Music and Dyslexia – Can music help dyslexics?

Reuters

British neurologists have found that the dyslexic students were able to accurately recognize and characterize the musical notes heard by them. A test with 33 dyslexic students and 31 normal students has revealed that the dyslexic students are only 20% behind their normal counterparts in characterizing the sequences of musical notes. This identifies a close link between musical ability and reading comprehension among dyslexic students. WALL STREET JOURNAL has more details on this.

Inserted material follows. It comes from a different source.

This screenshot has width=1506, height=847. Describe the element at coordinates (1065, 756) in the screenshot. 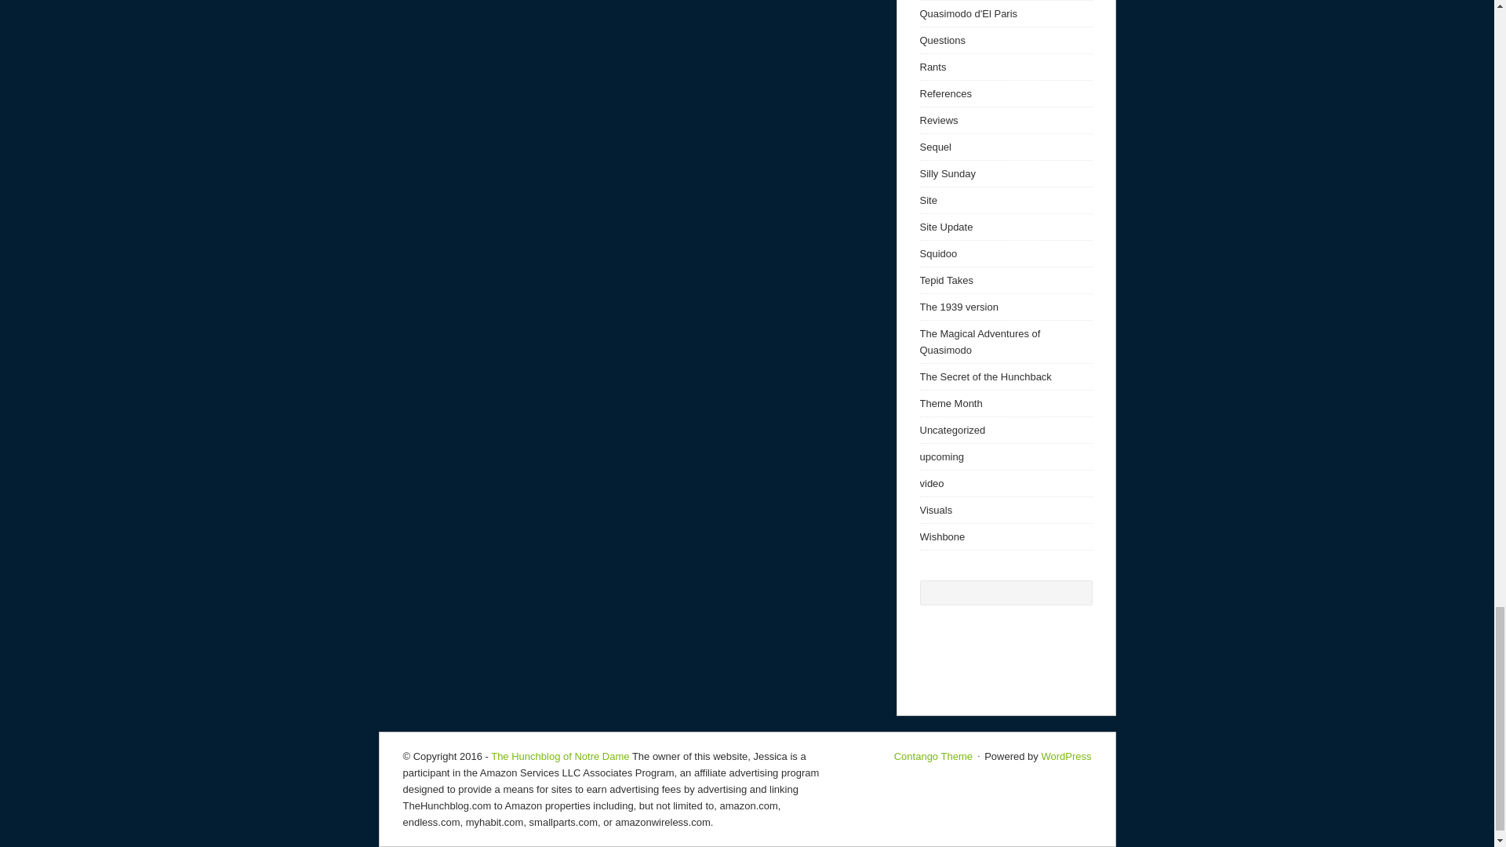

Read the full article below:

Researchers have
identified
a close link between musical ability—specifically, recognizing
rhythmic patterns—and reading comprehension.

British neuroscientists asked 64 children, 33 of whom had been diagnosed as
dyslexic, to listen to three dozen pairs of brief sequences of notes. Sometimes
the metrical pattern was identical, other times one note was slightly lengthened
in one of the examples. (All the notes were the same pitch.) The dyslexic
students—they were 10 years old, on average—correctly characterized the
sequences as the same or different 63% of the time, compared with 83% for a
control group of students of the same age.

(There was a second control group, made up of younger kids who read about as
well as the dyslexics. They performed about as well as them, too, on the musical
test.)

An inability to recognize rhythmic patterns strongly predicted reading level:
Among the children, scores on the music test accounted for 42% of the variation
in reading ability. It also strongly predicted other shortfalls in “phonological
awareness,” such as the inability to recognize that “Jack” doesn’t rhyme with
“gap” or “nap.”

The rhythmic nature of speech is masked in ordinary speech, but readily
apparent in poetry and nursery rhymes (underscoring the importance of those
genres for young readers, the researchers said). The neuroscientists are working
on follow-up studies exploring whether music instruction improves the reading
performance of dyslexic students, or, indeed, all students.

“Music, Rhythm, Rise Time Perception and Developmental Dyslexia:
Perception of Musical Meter Predicts Reading and Phonology,”
Martina Huss,
John P. Verney, Tim Fosker, Natasha Mead and Usha Goswami, Cortex (June)

by Christopher Shea, Wall Street Journal

and Judy Hanning, Learning Link Technologies

About Dyslexia Lady

Maria Chivers is married with two children and lives in Swindon, UK. Maria is an international author and writes on: Dyslexia, Dyscalculia, Dysgraphia; Dyspraxia; ADHD and other Specific Learning Difficulties (SpLDs).